Wednesday, April 16, 2008

Zyrtec Telephone Pole Ad Campaign: Guerilla or Gorilla Marketing?

This morning, I posted a note about a Zyrtec print reminder ad (see "Zyrtec Reminder Print Ad -- Is It Legal?"), which seemed to be a follow-on to what Fard Johnmar called "a clever guerrilla marketing campaign once reserved for consumer packaged goods companies and underground musical acts."

The "guerrilla" aspect of this campaign involves hiring Zyrtec ad agency minions to nail flyers to telephone poles as illustrated in the print ad. Fard stepped out of his office in NYC and actually saw one of these flyers!

Of course, there are no telephone poles in NYC and the flyer Fard saw was attached to some scaffolding at a construction site.

I don't know about you, but I walk on the other side of the street from construction sites when I pedest in the Big Apple! You never know when the errant construction crane or bucket of cement is going to come tumbling down on you!

There ARE plenty of telephone poles out here in the suburbs, but I NEVER see anything posted on them. Except for teenagers crashing their cars into them, we suburbanites and country folk never get close and personal with telephone poles.

There are two things I'd like to know about such "clever guerilla marketing campaigns":
  • Who's the audience? Most people who can afford OTC Zyrtec are not cruising the streets taking phone numbers off flyers!
  • How much is McNeil paying riffraff to plaster our cities with this debris? Which brings me back to Jack Friday's question: Is it legal?
I suspect that pasting unauthorized ads on scaffolds and nailing them to telephone poles is definitely NOT legal in most US cities!

So, the print ad showing a flyer attached to a telephone pole IS legal, but the real-world notices that Fard is seeing are NOT legal! And the print ad tells us exactly who the culprit is!

P.S. If hundreds of these flyers were nailed to telephone poles and no-one in the media or blogosphere wrote about it, would it make a sound?

If hundreds of these flyers were nailed to telephone poles and not ALSO seen in full-page magazine ads and on TV DTC ads, would it make a sound?

4 comments:

  1. Anonymous5:54 PM

    At least in NYC this is one hundred percent illegal. I'm on the case on behalf of my block association and I won't rest until the proper enforcement authorities have swung into action.

    The very idea.

    ReplyDelete
  2. Anonymous1:21 AM

    This is an extreme and somewhat comical example, but there is no doubt that drug companies are looking to market to masses rather than docs especially as the medical profession seems to currently be up in arms over docs receiving a free lunch and a few pens.

    ReplyDelete
  3. I don't really know how appealing it is for them to have marketing on telephone poles. I think the reason they don't use the pole for multiple purposes is because of distractions. We don't want more teens driving into those poles than already are. But it's a great idea!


▶ **INSTRUCTIONS TO FOLLOW**: Each line of the data has to be transcribed exactly.

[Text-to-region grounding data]
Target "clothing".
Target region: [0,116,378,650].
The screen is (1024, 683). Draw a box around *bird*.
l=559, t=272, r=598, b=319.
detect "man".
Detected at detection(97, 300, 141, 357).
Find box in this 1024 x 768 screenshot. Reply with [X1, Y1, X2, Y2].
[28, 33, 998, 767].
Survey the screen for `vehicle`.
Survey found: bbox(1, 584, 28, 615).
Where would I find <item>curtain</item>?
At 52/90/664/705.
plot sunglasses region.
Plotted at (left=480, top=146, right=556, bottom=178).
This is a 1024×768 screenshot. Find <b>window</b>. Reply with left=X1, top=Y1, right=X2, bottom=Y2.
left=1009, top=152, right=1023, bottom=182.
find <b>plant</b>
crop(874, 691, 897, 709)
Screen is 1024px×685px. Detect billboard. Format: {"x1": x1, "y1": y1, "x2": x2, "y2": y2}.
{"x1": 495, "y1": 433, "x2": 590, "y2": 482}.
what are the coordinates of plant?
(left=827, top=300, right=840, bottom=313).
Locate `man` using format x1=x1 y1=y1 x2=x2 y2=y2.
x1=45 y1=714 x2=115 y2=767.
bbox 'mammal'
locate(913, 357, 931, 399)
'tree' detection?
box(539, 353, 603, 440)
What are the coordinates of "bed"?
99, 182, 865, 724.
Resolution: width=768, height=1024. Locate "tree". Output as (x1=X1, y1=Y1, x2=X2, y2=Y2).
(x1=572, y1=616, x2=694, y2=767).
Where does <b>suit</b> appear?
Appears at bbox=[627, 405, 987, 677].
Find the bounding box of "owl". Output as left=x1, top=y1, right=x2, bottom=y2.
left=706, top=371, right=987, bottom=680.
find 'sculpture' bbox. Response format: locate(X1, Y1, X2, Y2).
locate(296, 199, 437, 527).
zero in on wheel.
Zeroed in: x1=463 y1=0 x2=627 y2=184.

▶ **YOUR RESPONSE**:
Target "clothing".
Target region: [0,116,378,650].
The screen is (1024, 683). Draw a box around *bird*.
l=559, t=272, r=598, b=319.
detect "man".
Detected at detection(97, 300, 141, 357).
Find box in this 1024 x 768 screenshot. Reply with [X1, Y1, X2, Y2].
[28, 33, 998, 767].
Survey the screen for `vehicle`.
Survey found: bbox(1, 584, 28, 615).
Where would I find <item>curtain</item>?
At 52/90/664/705.
plot sunglasses region.
Plotted at (left=480, top=146, right=556, bottom=178).
This is a 1024×768 screenshot. Find <b>window</b>. Reply with left=X1, top=Y1, right=X2, bottom=Y2.
left=1009, top=152, right=1023, bottom=182.
find <b>plant</b>
crop(874, 691, 897, 709)
Screen is 1024px×685px. Detect billboard. Format: {"x1": x1, "y1": y1, "x2": x2, "y2": y2}.
{"x1": 495, "y1": 433, "x2": 590, "y2": 482}.
what are the coordinates of plant?
(left=827, top=300, right=840, bottom=313).
Locate `man` using format x1=x1 y1=y1 x2=x2 y2=y2.
x1=45 y1=714 x2=115 y2=767.
bbox 'mammal'
locate(913, 357, 931, 399)
'tree' detection?
box(539, 353, 603, 440)
What are the coordinates of "bed"?
99, 182, 865, 724.
Resolution: width=768, height=1024. Locate "tree". Output as (x1=X1, y1=Y1, x2=X2, y2=Y2).
(x1=572, y1=616, x2=694, y2=767).
Where does <b>suit</b> appear?
Appears at bbox=[627, 405, 987, 677].
Find the bounding box of "owl". Output as left=x1, top=y1, right=x2, bottom=y2.
left=706, top=371, right=987, bottom=680.
find 'sculpture' bbox. Response format: locate(X1, Y1, X2, Y2).
locate(296, 199, 437, 527).
zero in on wheel.
Zeroed in: x1=463 y1=0 x2=627 y2=184.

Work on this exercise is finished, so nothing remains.